An estimated 530,000 people came to the country through the CHNV parole program. (The initials stand for "Cuba, Haiti, Nicaragua, Venezuela.") This pathway, implemented by President Joe Biden in January 2023, granted foreign nationals from those four countries U.S. work permits and deportation protection for two years while they sought other means of legal status. To qualify for CHNV parole, migrants had to have a sponsor based in the U.S. and pass security vetting.

Republicans denounced the program as a misuse of parole authority, and in October 2024 the Biden administration decided against extending it. It's unclear how many people obtained alternative means of legal status to stay in the country after arriving under the program.

On his first day in office, President Donald Trump signed an executive order directing DHS to "terminate all categorical parole programs that are contrary to the policies of the United States established in my Executive Orders." Homeland Security Secretary Kristi Noem terminated the CHNV parole program on March 25, but legal challenges quickly blocked her move. In April, Judge Indira Talwani of the U.S. District Court for the District of Massachusetts ruled that migrants on CHNV parole were entitled to a case-by-case review and implemented a preliminary injunction to pause Noem's order.

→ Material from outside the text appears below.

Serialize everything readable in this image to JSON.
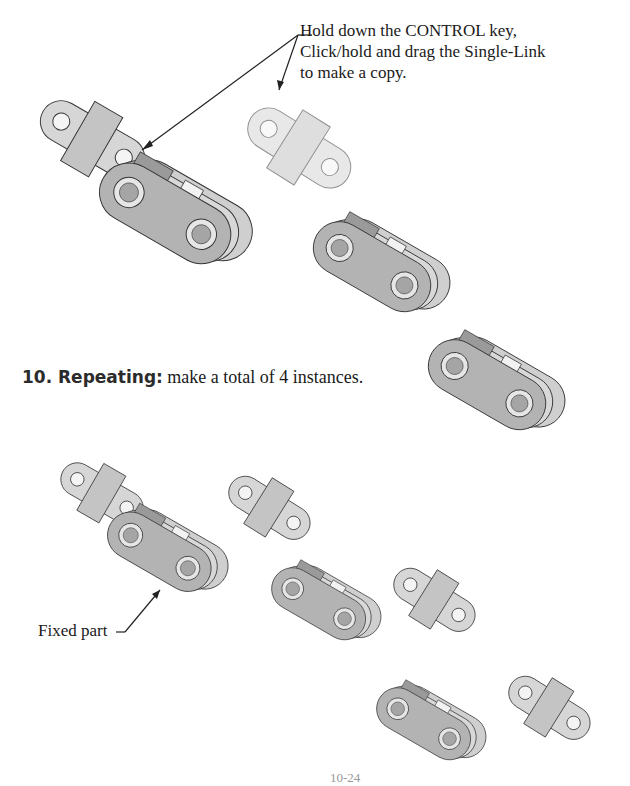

That injunction was itself then paused by the Supreme Court, allowing deportation actions against people on CHNV parole to proceed while legal challenges continue to move forward.

Justice Ketanji Brown Jackson authored a dissent, joined by Justice Sonia Sotomayor, decrying the "devastating consequences of allowing the Government to precipitously upend the lives and livelihoods of nearly half a million noncitizens while their legal claims are pending."

On Thursday, June 12, DHS—once again—began terminating the parole status of migrants benefiting from the parole program. Tricia McLaughlin, assistant secretary for public affairs at Homeland Security, declared in a press release that DHS was aiming to reverse the "disastrous" effects of allowing "poorly vetted illegal aliens into the United States" to "compete for American jobs and undercut American workers."

Revoking a noncitizen's parole status may well be within Noem's legal authority, but the termination of this program will impact hundreds of thousands of migrants who came to the United States legally to make a better life for themselves. Many migrated due to urgent humanitarian reasons, seeking refuge from violence, from oppressive authoritarian socialist regimes, and from severe economic crises. And the program did—as intended—relieve pressure and disorder on the southern border.

The post The Trump Administration Just Created Hundreds of Thousands of Illegal Immigrants appeared first on Reason.com.